China's Gold Dominance
Already the top producer, China is poised overtake India as the world's top gold consumer this year...
IN A LITTLE OVER nine months, the pendulum of investor sentiment in Asia has swung from the extreme of terrifying panic and fear to the opposite side of the emotional spectrum, writes Gary Dorsch at Global Money Trends – hope and unbridled greed.
The Shanghai stock market index has surged 90% this year, owing its good fortune to $1.2 trillion of bank loans clandestinely funneled into the stock market by brokerage firms, leaving it awash with Yuan and lifting share prices above what economic reality can support.
China's ruling Politburo is demonstrating to the world its command and control over its stock market and economy. Over past few years, Beijing has proven its ability to either massively deflate a stock market bubble, as seen in 2008, and the wizardry to re-inflate a stock market bubble this year.

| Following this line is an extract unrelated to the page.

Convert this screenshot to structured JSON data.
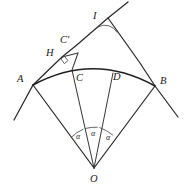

Thus Beijing is following the Greenspan/Bernanke blueprint, turning to massive money printing to re-inflate bubbles in asset markets in order to jump start an economy from the doldrums, or in this latest case, from the grip of the Great Recession.
A relatively healthy banking system enabled the Chinese central bank to work its magic. China's M2 money supply is growing at a record 28.5% annualized rate, and the money supply surge is coinciding with big rallies in stocks and property, spilling over into neighboring Hong Kong. State-controlled Chinese banks extended 7.4-trillion Yuan ($1.2trn) of new loans in the first half of this year, equal to 25% of China's entire economy – helping to fuel a powerful Shanghai red-chip rally.
One of the beneficiaries of the explosive growth of the Chinese money supply is the Shanghai Gold market, which is trading near 6,600 Yuan per ounce, and is also tracking powerful rallies in industrial commodities. China is poised overtake India as the world's top gold consumer this year, and there is speculation that Beijing will quietly buy the gold which the IMF wants to sell in the years ahead.
China, now the world's biggest Gold Mining nation, is seeking to boost gold output by 3% to 290 tonnes this year, far less than the 400 tonnes it consumed last year. Thus China could become an even bigger importer of the yellow metal in the months ahead, helping to cushion inevitable corrections in the gold market. And given the trade-off between expanding growth and fighting asset-price inflation, Shanghai traders are betting that Beijing will opt to blow even bigger bubbles in asset markets.
China's super-easy monetary policy is designed to offset the damage to its export-dependent regions, which are suffering from the collapse in global trade. Beijing is also spending 4 trillion Yuan on infrastructure projects, equal to roughly 15% of its economic output per year, to create jobs and stoke economic growth. So it was of great interest to global traders, when the Shanghai red-chips suddenly plunged 5% on July 29th, the biggest daily loss in eight months, on rumors that Beijing would curb bank lending in the second half of this year.
The Shanghai index is prone to sudden shake-outs, with the index trading at 35-times earnings, and Shenzhen's small-cap shares trading at 45-times earnings. The Shanghai red-chip index has evolved into the locomotive for key industrial commodities, such as crude oil, base metals, and rubber. Industrial commodities rebounded from a nasty one-day shake-out on July 29th, after the People's Bank of China wasted little time, in denying rumors swirling in the media that is was considering the idea of enforcing quotas on bank loans.
The prospects for Chinese corporate earnings growth are of critical importance, with the Shanghai stock index flying higher in bubble territory. Large-scale industrial companies in 22 Chinese provinces saw their profits decline 21.2% in the first half to 894.14 billion Yuan, but the decline rate was less from the first quarter's 32% slide, and nowadays, "less bad" means signs of recovery.